On a warm June evening, about 75 people gathered at the Duke University School of Nursing (DUSON) to drink tea, eat cake, and talk about death.
Participants were seated at tables, about a dozen in all, in a large room in DUSON’s Pearson building. On each table a set of cards posed questions along the lines of Where would you like to die? Have you ever seen someone take their last breath? What words would you like on your tombstone? What can we learn from dying? What would you miss most in dying? What would your final request be? Do you have any desires for rites, ceremonies, special food or music at a service after your death?
At one table, six young and two middle-aged women riffled through the cards and picked out promising questions to discuss among themselves. The conversation was slow and tentative at first, but soon blossomed and grew to include topics like organ donation, advance directives, life insurance, assisted suicide, books (Me Before You, Being Mortal, and When Breath Becomes Air), burial and cremation, life and death of grandparents, the ideal age to die, how to publish an obituary in the newspaper, whether it’s better to die suddenly or with warning, how to bring up death with family members, wishes of the deceased vs. wishes of the survivors at memorial services, young people who act old, old people who act young, and how to be the latter.

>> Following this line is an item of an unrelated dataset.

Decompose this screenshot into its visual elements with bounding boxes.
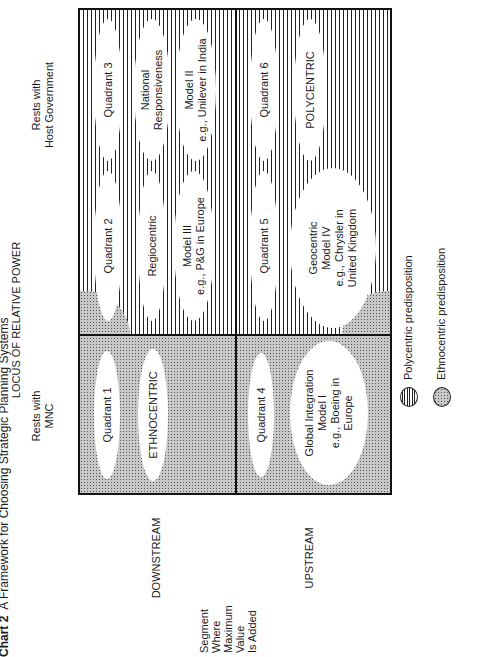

The young participants were students in the DUSON Accelerated Bachelor of Science in Nursing (ABSN) program. As such, some of the conversation related to things they had observed in the hospital: encountering death in unexpected places like the maternity ward, or watching family members resist palliative care for their loved ones because they thought it meant giving in to death. There was also a lot of talk about how to process these experiences in a healthy way rather than burning out or becoming cynical.
The gathering, called a Death Café, was organized for students taking a class called “Gerontological Nursing: Caring for Older Adults and their Families,” but it was open to all in the Duke community.
Gerontological Nursing is taught by Jill Brennan-Cook, DNP, RN, CNE, assistant professor in the School of Nursing, Michael Cary, PhD, RN, associate professor in Nursing, and Deirdre Thornlow, PhD, RN, CPHQ, assistant professor in Nursing and senior fellow in the Duke Center for the Study of Aging.
The three call themselves “Team Gero,” and work so closely together that they tend to finish each other’s sentences.
“Students may not have had a lot of encounters with death so they are uncomfortable talking about that with families,” Cary says. “We give them this space to practice.”
Thornlow adds, “Talking about death and advance directives are conversations we want them to have with clients before it becomes an emergency.”
Team Gero has hosted several Death Cafés in the past. Death Café is an international organization (deathcafe.com) that encourages people to create opportunities for people to gather and discuss death.
“It always is really fun,” Brennan-Cook says. “It’s to get people to talk about death and appreciate their finite life here.”